PROVIDED ENTRIES

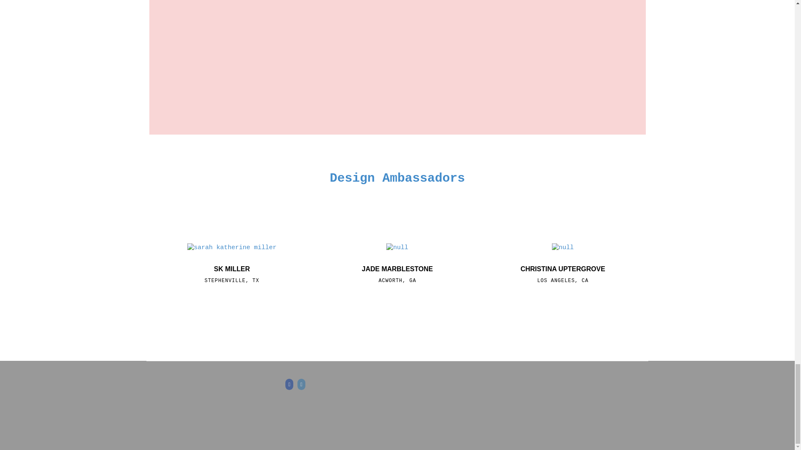 The width and height of the screenshot is (801, 450). I want to click on Facebook, so click(289, 385).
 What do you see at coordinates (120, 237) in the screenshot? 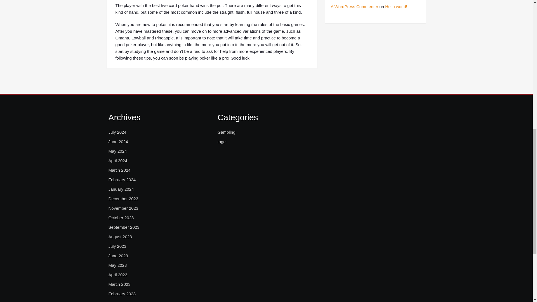
I see `August 2023` at bounding box center [120, 237].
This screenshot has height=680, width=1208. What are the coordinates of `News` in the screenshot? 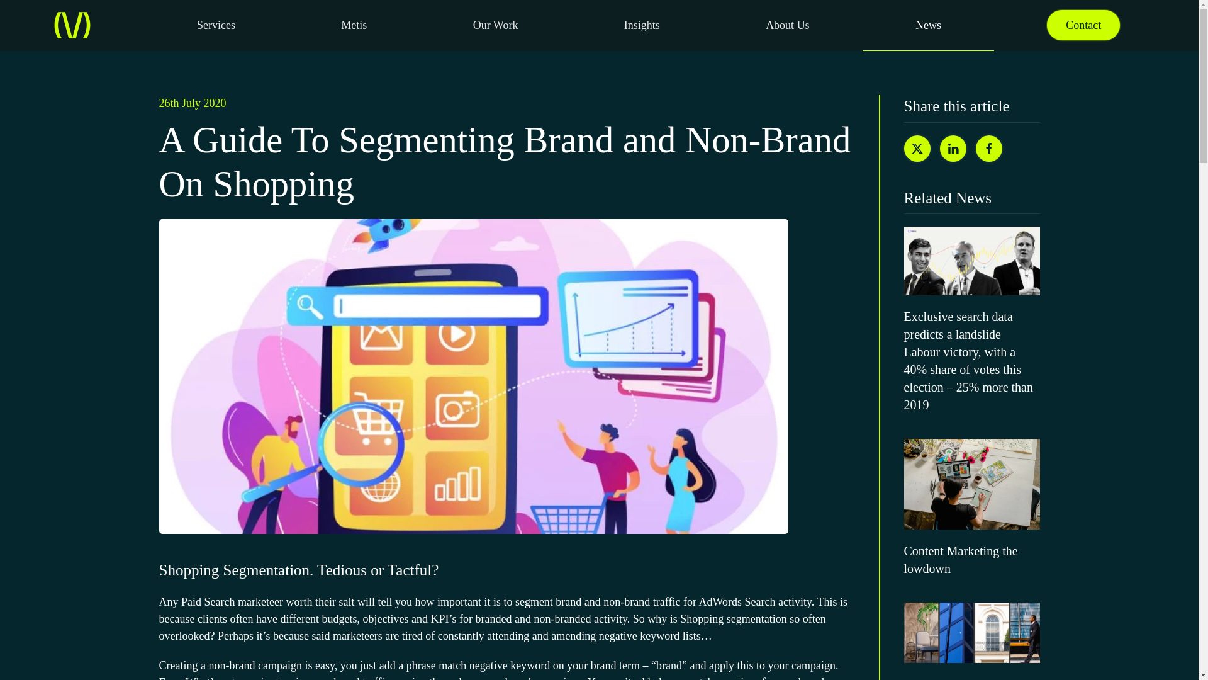 It's located at (927, 25).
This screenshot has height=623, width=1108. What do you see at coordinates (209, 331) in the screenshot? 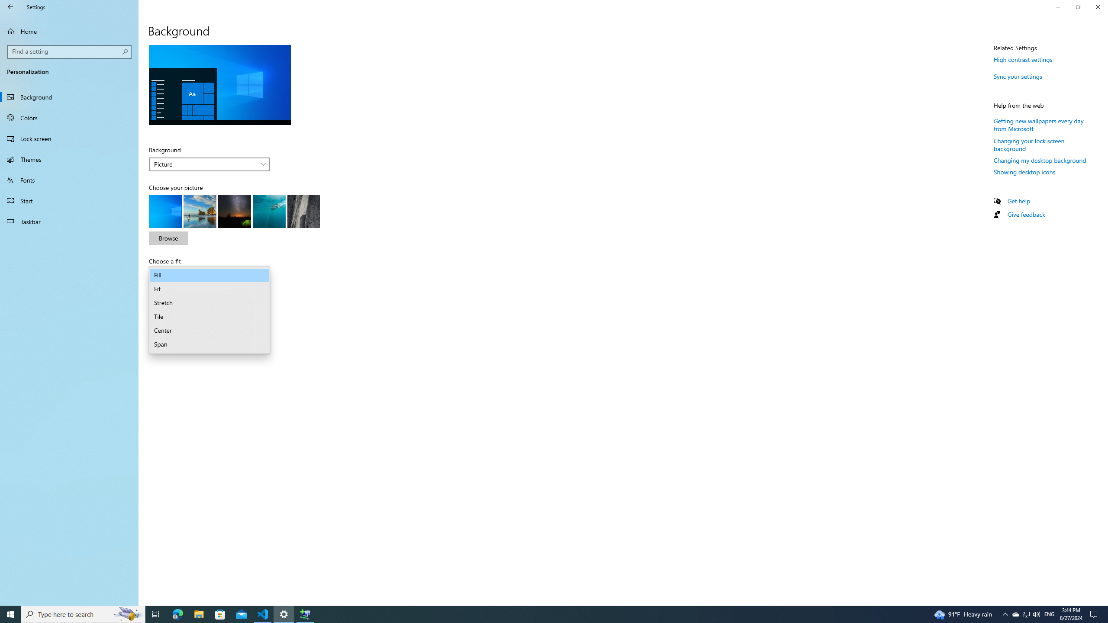
I see `Center` at bounding box center [209, 331].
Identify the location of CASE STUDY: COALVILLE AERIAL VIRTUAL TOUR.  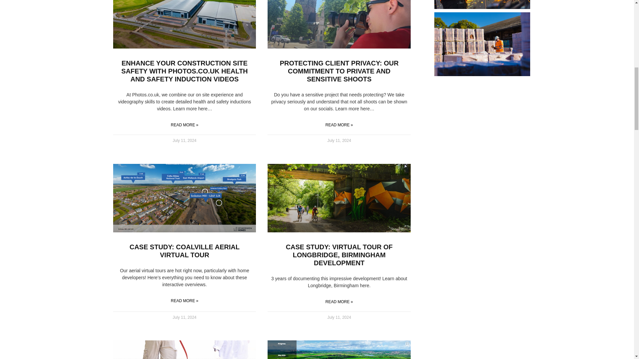
(184, 251).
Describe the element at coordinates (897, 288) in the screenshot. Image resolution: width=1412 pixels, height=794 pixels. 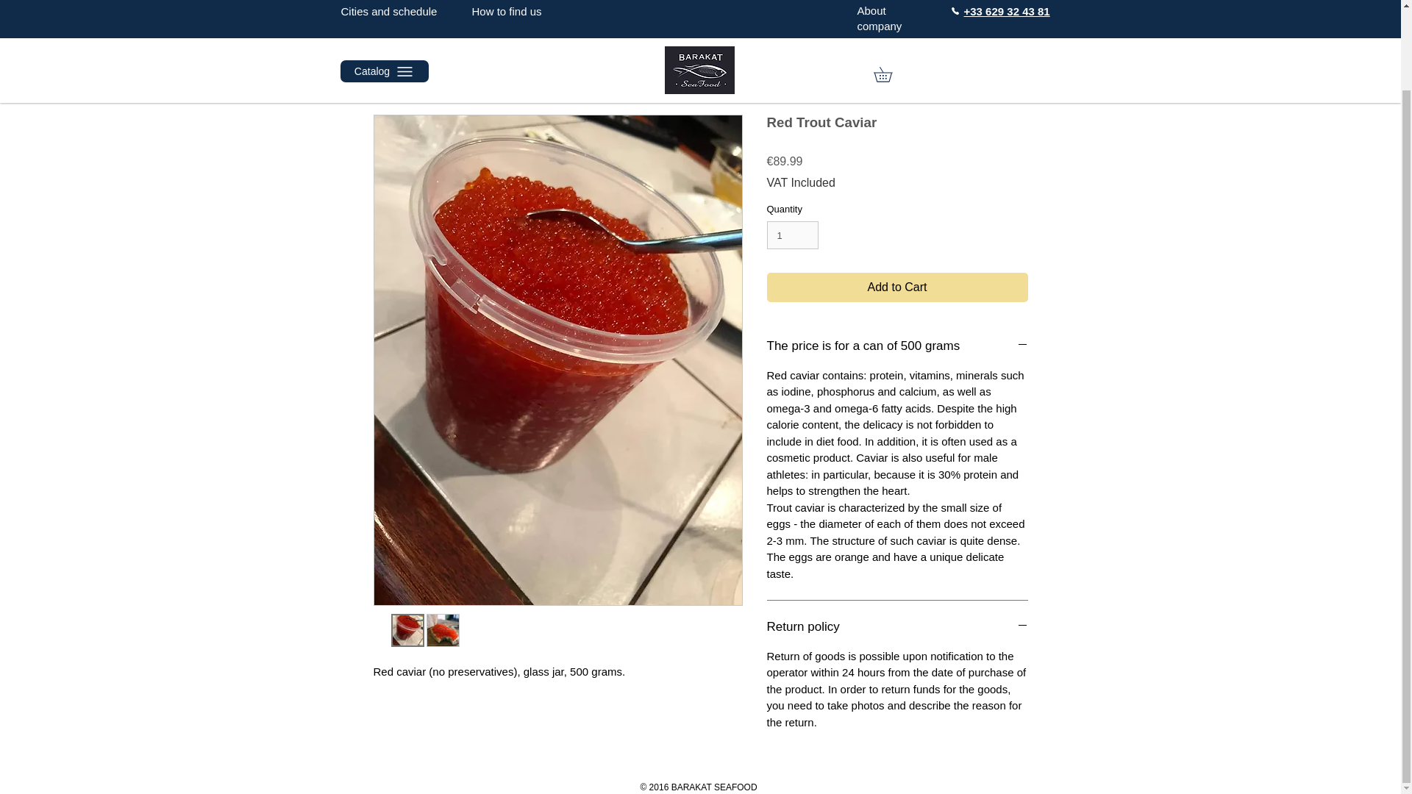
I see `Add to Cart` at that location.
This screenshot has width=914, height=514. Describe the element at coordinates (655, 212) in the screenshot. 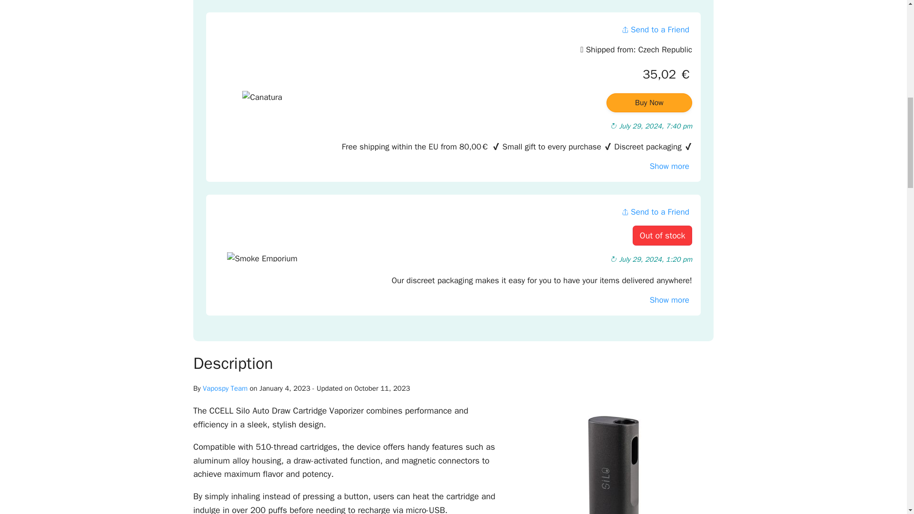

I see `Send to a Friend` at that location.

AIM OF THE TASK
The required output is every line from the one containing "Describe the element at coordinates (897, 288)" through the last line of the data above, restated exactly and without pictures.

EXPECTED ANSWER
Describe the element at coordinates (897, 288) in the screenshot. Image resolution: width=1412 pixels, height=794 pixels. 
I see `Add to Cart` at that location.
This screenshot has width=914, height=514. Describe the element at coordinates (655, 212) in the screenshot. 

I see `Send to a Friend` at that location.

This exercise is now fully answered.